Abraham Lincoln’s famous phrase, “government of the people, by the people, for the people,” has been cleverly applied to many other ideas, entities and movements. We’ll add another to the list: the Cumberland County Civic Center, which has just reopened after a major renovation.
The civic center is an operation paid for by the people of Cumberland County, and its main purpose is for the enjoyment of the people of the county.
The center, located in downtown Portland since 1977 and managed by a board of trustees, has received a much-needed and much-publicized aesthetic improvement. Its new exterior has been fashioned from similar brick and glass as surrounding Portland structures. Its interior has been completely remodeled with new seats, luxury boxes, bathrooms and concessions. Anyone who attended a hockey game, a trade show or a graduation ceremony in the former center knows it badly needed a makeover.
After more than a year of renovations, costing about $36 million at last count, events are now taking place. A home show occurred last weekend to mark the debut. High school basketball playoff games began Wednesday night and will run until early March. The grand reopening is something to celebrate, and we urge the people who paid for it to take pride in their center and check it out.
While leaders tend to get the credit for such massive projects, it’s the taxpayers who toil to earn the money that actually makes such public projects happen. Despite them covering the tab, taxpayers don’t tend to take pride in their contributions very often. But the civic center, as its Latin derivation implies, is for the people of Cumberland County. The people, therefore, should become a part of it, especially if they haven’t in the past. Attendance will drive future success.
Despite its location in the middle of Maine’s biggest city, the center hasn’t always drawn the biggest crowds. People complain about the architectural style, the dangerous flight of stairs on the grand Free Street entrance, a perceived lack of parking and how it should be renamed the Portland Civic Center since it’s tucked far from the geographical center of the county. But with the renovation, which addressed the design issues, now’s the time to reverse that thinking, and for people from all over the county, even far-off Bridgton, to attend events at their center. And with an estimated 160 events a year, there are plenty of chances.
The center has also gotten a fair bit of bad press as of late, with a tense negotiation with Time Warner Cable about broadcasting high school playoff games and the Portland Pirates packing up and leaving for Lewiston. Those bleak situations have corrected themselves, with the prodigal Pirates signing a lease for the next five years, and Time Warner agreeing to show the high school tourneys for the next three years. As these two entities have seen the light, those who pooh-poohed the civic center should give it a second look, as well.
Another bit of recent news that will also help build buzz for the reinvigorated civic center is the decision by the nonprofit Libra Foundation (which operates Pineland Farms in New Gloucester, among many other enterprises) to sponsor a luxury box. The Cumberland County Corner, as the box will be called, will be managed by the civic center staff, and will allow charities and community groups of all kinds to use it. At $75,000 a year, the Libra Foundation is generous to be offering the space, and, no doubt, many county charities will enjoy the use of it.
There are a lot of good things happening with the civic center, and while putting a costly renovation project on the 2011 ballot was questionable in what was a still-recovering economy, now’s the time for county taxpayers to follow the Libra Foundation’s lead and embrace and take pride in their center.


- Exercise:
Transcribe the stretch of entries below from the line with "Image resolution: width=1288" through the line with "What do you see at coordinates (770, 224)", exactly and with both ends included; leave out all other lines.
*** Supplied entries ***
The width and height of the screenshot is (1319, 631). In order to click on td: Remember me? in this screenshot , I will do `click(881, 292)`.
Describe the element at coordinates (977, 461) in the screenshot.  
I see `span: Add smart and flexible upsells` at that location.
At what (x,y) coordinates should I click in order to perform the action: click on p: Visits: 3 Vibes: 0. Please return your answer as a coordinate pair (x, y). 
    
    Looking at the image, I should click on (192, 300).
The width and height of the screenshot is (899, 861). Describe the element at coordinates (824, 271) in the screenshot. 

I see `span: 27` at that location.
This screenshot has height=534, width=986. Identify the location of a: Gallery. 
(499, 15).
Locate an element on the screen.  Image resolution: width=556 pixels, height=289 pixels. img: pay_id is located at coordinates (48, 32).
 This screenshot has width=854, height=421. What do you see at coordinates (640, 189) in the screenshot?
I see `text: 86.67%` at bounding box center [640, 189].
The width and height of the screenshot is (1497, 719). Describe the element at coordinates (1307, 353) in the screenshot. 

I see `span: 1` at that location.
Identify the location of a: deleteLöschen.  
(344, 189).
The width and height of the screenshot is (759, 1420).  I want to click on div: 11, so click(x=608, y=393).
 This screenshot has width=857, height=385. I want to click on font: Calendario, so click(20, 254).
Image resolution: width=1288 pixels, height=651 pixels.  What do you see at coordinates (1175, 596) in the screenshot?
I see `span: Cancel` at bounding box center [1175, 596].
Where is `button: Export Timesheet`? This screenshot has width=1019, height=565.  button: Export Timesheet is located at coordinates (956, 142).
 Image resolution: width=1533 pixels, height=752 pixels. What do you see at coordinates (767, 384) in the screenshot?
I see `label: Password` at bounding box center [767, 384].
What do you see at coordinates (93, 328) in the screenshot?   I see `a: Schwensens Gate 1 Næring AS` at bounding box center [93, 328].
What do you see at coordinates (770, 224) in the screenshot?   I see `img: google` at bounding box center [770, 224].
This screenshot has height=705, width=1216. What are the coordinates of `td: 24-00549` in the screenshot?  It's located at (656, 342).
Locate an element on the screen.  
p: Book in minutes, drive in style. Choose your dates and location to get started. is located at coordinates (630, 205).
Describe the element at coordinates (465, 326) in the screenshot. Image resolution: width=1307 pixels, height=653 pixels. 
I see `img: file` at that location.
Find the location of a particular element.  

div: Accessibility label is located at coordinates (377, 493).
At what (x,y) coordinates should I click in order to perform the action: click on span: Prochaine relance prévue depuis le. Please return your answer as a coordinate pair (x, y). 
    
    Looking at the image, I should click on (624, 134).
*** End of Supplied entries ***
- Task solution:
Image resolution: width=1288 pixels, height=651 pixels.  What do you see at coordinates (1175, 596) in the screenshot?
I see `span: Cancel` at bounding box center [1175, 596].
Where is `button: Export Timesheet`? This screenshot has width=1019, height=565.  button: Export Timesheet is located at coordinates (956, 142).
 Image resolution: width=1533 pixels, height=752 pixels. What do you see at coordinates (767, 384) in the screenshot?
I see `label: Password` at bounding box center [767, 384].
What do you see at coordinates (93, 328) in the screenshot?   I see `a: Schwensens Gate 1 Næring AS` at bounding box center [93, 328].
What do you see at coordinates (770, 224) in the screenshot?   I see `img: google` at bounding box center [770, 224].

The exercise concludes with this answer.